An astonishing historical novel set in the shadowy, magical forests of South America, which draws on the captivating world of the international bestseller The Watchmaker of Filigree Street
It would have been a lovely thing to believe in, if I could have believed in anything at all.
In 1860, Merrick Tremayne is recuperating at his family's crumbling Cornish estate as he struggles to recover from an injury procured on expedition in China. Dispirited by his inability to walk any futher than his father's old greenhouse, he is slowly coming round to his brother's suggestion that - after a life lived dangerously - he might want to consider a new path, into the clergy.
But when the East India Trading Company coerces Merrick in to agreeing to go on one final expedition to the holy town of Bedlam, a Peruvian settlement his family knows well, he finds himself thrown into another treacherous mission for Her Majesty, seeking valuable quinine from a rare Cinchona tree.

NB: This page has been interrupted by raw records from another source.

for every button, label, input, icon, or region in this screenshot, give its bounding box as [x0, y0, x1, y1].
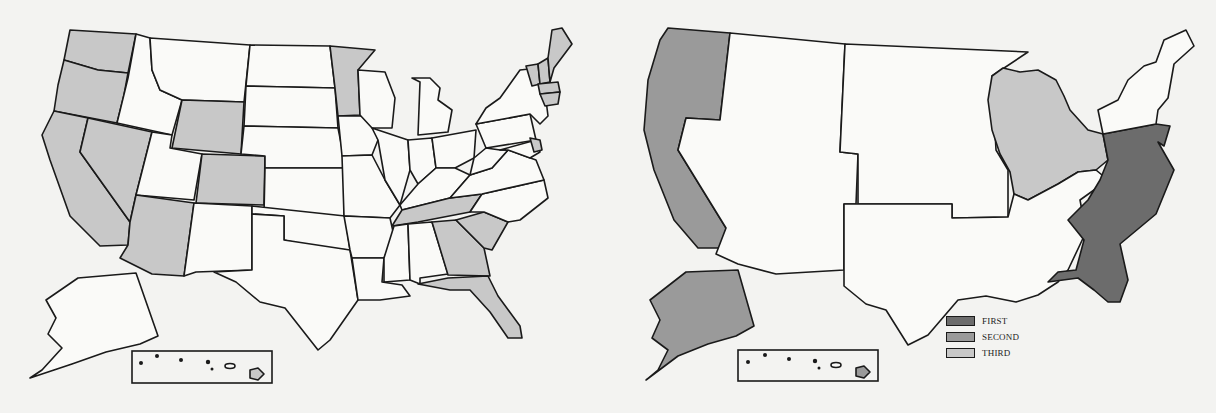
hawaii-big-island — [856, 366, 870, 378]
state-alaska — [30, 273, 158, 378]
state-maine — [548, 28, 572, 82]
state-wisconsin — [358, 70, 395, 128]
state-new-mexico — [184, 203, 252, 276]
map-legend: FIRST SECOND THIRD — [946, 314, 1019, 362]
hawaii-big-island — [250, 368, 264, 380]
right-region-map — [608, 0, 1216, 413]
state-ohio — [432, 130, 476, 168]
hawaii-islands — [746, 353, 870, 378]
state-south-dakota — [244, 86, 338, 128]
legend-item-first: FIRST — [946, 314, 1019, 328]
legend-item-second: SECOND — [946, 330, 1019, 344]
state-wyoming — [172, 100, 244, 154]
state-colorado — [196, 154, 265, 205]
state-north-dakota — [246, 45, 335, 88]
legend-item-third: THIRD — [946, 346, 1019, 360]
legend-label-second: SECOND — [982, 332, 1019, 342]
state-montana — [150, 38, 250, 102]
right-map-svg — [608, 0, 1216, 413]
legend-swatch-third — [946, 348, 975, 358]
legend-swatch-first — [946, 316, 975, 326]
hawaii-islands — [139, 354, 264, 380]
region-northeast — [1098, 30, 1194, 134]
legend-label-third: THIRD — [982, 348, 1011, 358]
legend-label-first: FIRST — [982, 316, 1008, 326]
state-michigan — [412, 78, 452, 135]
state-florida — [418, 276, 522, 338]
left-state-map — [0, 0, 600, 413]
left-map-svg — [0, 0, 600, 413]
legend-swatch-second — [946, 332, 975, 342]
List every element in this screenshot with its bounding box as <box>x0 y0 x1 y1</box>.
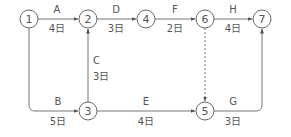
edge-e-name: E <box>143 96 149 107</box>
edge-c-name: C <box>93 55 100 66</box>
node-4: 4 <box>137 10 155 28</box>
node-3-label: 3 <box>85 105 92 118</box>
node-6: 6 <box>196 10 214 28</box>
node-7-label: 7 <box>259 13 266 26</box>
node-2: 2 <box>79 10 97 28</box>
edge-d-duration: 3日 <box>108 23 124 34</box>
arrow-diagram: 1 2 4 6 7 3 5 A 4日 D 3日 F 2日 H 4日 B 5日 C… <box>0 0 291 137</box>
edge-e-duration: 4日 <box>138 116 154 127</box>
edge-a-duration: 4日 <box>49 23 65 34</box>
node-7: 7 <box>253 10 271 28</box>
node-1-label: 1 <box>26 13 33 26</box>
edge-b-name: B <box>55 96 62 107</box>
edge-f-duration: 2日 <box>167 23 183 34</box>
node-5-label: 5 <box>202 105 209 118</box>
node-4-label: 4 <box>143 13 150 26</box>
edge-g-name: G <box>229 96 237 107</box>
edge-g-duration: 3日 <box>225 116 241 127</box>
edge-b-duration: 5日 <box>50 116 66 127</box>
edge-a-name: A <box>54 4 61 15</box>
node-3: 3 <box>79 102 97 120</box>
node-5: 5 <box>196 102 214 120</box>
edge-c-duration: 3日 <box>93 71 109 82</box>
edge-h-name: H <box>229 4 237 15</box>
node-2-label: 2 <box>85 13 92 26</box>
edge-b <box>29 28 78 111</box>
edge-g <box>214 29 262 111</box>
edge-d-name: D <box>112 4 120 15</box>
node-1: 1 <box>20 10 38 28</box>
node-6-label: 6 <box>202 13 209 26</box>
edge-f-name: F <box>172 4 178 15</box>
edge-h-duration: 4日 <box>225 23 241 34</box>
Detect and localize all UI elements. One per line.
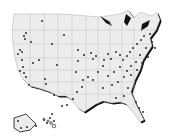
location-dot <box>147 56 149 58</box>
location-dot <box>123 95 125 97</box>
location-dot <box>97 71 99 73</box>
location-dot <box>23 35 25 37</box>
location-dot <box>136 43 138 45</box>
location-dot <box>135 61 137 63</box>
location-dot <box>20 127 22 129</box>
location-dot <box>102 65 104 67</box>
us-locations-map <box>0 0 178 140</box>
location-dot <box>142 111 144 113</box>
location-dot <box>56 64 58 66</box>
location-dot <box>75 71 77 73</box>
location-dot <box>115 51 117 53</box>
location-dot <box>83 54 85 56</box>
location-dot <box>110 58 112 60</box>
location-dot <box>92 79 94 81</box>
location-dot <box>21 51 23 53</box>
location-dot <box>21 59 23 61</box>
location-dot <box>126 70 128 72</box>
location-dot <box>143 35 145 37</box>
location-dot <box>25 32 27 34</box>
location-dot <box>139 54 141 56</box>
location-dot <box>126 55 128 57</box>
location-dot <box>138 107 140 109</box>
location-dot <box>22 66 24 68</box>
location-dot <box>45 83 47 85</box>
location-dot <box>49 117 51 119</box>
location-dot <box>19 49 21 51</box>
location-dot <box>23 72 25 74</box>
location-dot <box>72 98 74 100</box>
location-dot <box>17 120 19 122</box>
location-dot <box>53 94 55 96</box>
alaska <box>14 114 36 132</box>
location-dot <box>113 71 115 73</box>
location-dot <box>140 39 142 41</box>
location-dot <box>43 119 45 121</box>
location-dot <box>154 47 156 49</box>
location-dot <box>149 33 151 35</box>
location-dot <box>103 59 105 61</box>
location-dot <box>24 38 26 40</box>
location-dot <box>129 51 131 53</box>
hawaii <box>43 118 56 128</box>
location-dot <box>90 52 92 54</box>
location-dot <box>30 41 32 43</box>
location-dot <box>82 79 84 81</box>
location-dot <box>77 49 79 51</box>
location-dot <box>132 47 134 49</box>
location-dot <box>107 75 109 77</box>
location-dot <box>51 113 53 115</box>
location-dot <box>151 41 153 43</box>
location-dot <box>46 122 48 124</box>
location-dot <box>102 87 104 89</box>
location-dot <box>63 34 65 36</box>
location-dot <box>76 91 78 93</box>
location-dot <box>141 62 143 64</box>
location-dot <box>66 104 68 106</box>
location-dot <box>136 69 138 71</box>
location-dot <box>119 54 121 56</box>
location-dot <box>77 60 79 62</box>
location-dot <box>111 84 113 86</box>
location-dot <box>135 101 137 103</box>
location-dot <box>81 86 83 88</box>
location-dot <box>51 43 53 45</box>
location-dot <box>145 47 147 49</box>
location-dot <box>25 76 27 78</box>
location-dot <box>17 53 19 55</box>
location-dot <box>87 76 89 78</box>
location-dot <box>123 76 125 78</box>
location-dot <box>127 87 129 89</box>
location-dot <box>41 20 43 22</box>
location-dot <box>130 65 132 67</box>
location-dot <box>44 78 46 80</box>
location-dot <box>130 74 132 76</box>
location-dot <box>32 62 34 64</box>
location-dot <box>95 55 97 57</box>
location-dot <box>61 105 63 107</box>
location-dot <box>38 59 40 61</box>
location-dot <box>107 53 109 55</box>
location-dot <box>115 97 117 99</box>
location-dot <box>122 59 124 61</box>
location-dot <box>19 70 21 72</box>
location-dot <box>119 66 121 68</box>
location-dot <box>28 84 30 86</box>
location-dot <box>53 120 55 122</box>
location-dot <box>26 126 28 128</box>
location-dot <box>92 58 94 60</box>
location-dot <box>117 81 119 83</box>
location-dot <box>35 125 37 127</box>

In Bedlam, nothing is as it seems. The Cinchona is located deep within a sacred forest where golden pollen furls in the air and mysterious statues built from ancient rock appear to move. Guided by the mysterious priest Raphael, who disappears for days on end into this shadowy realm, Merrick discovers a legacy left by his father and grandfather before him which will prove more valuable than the British Empire could ever have imagined.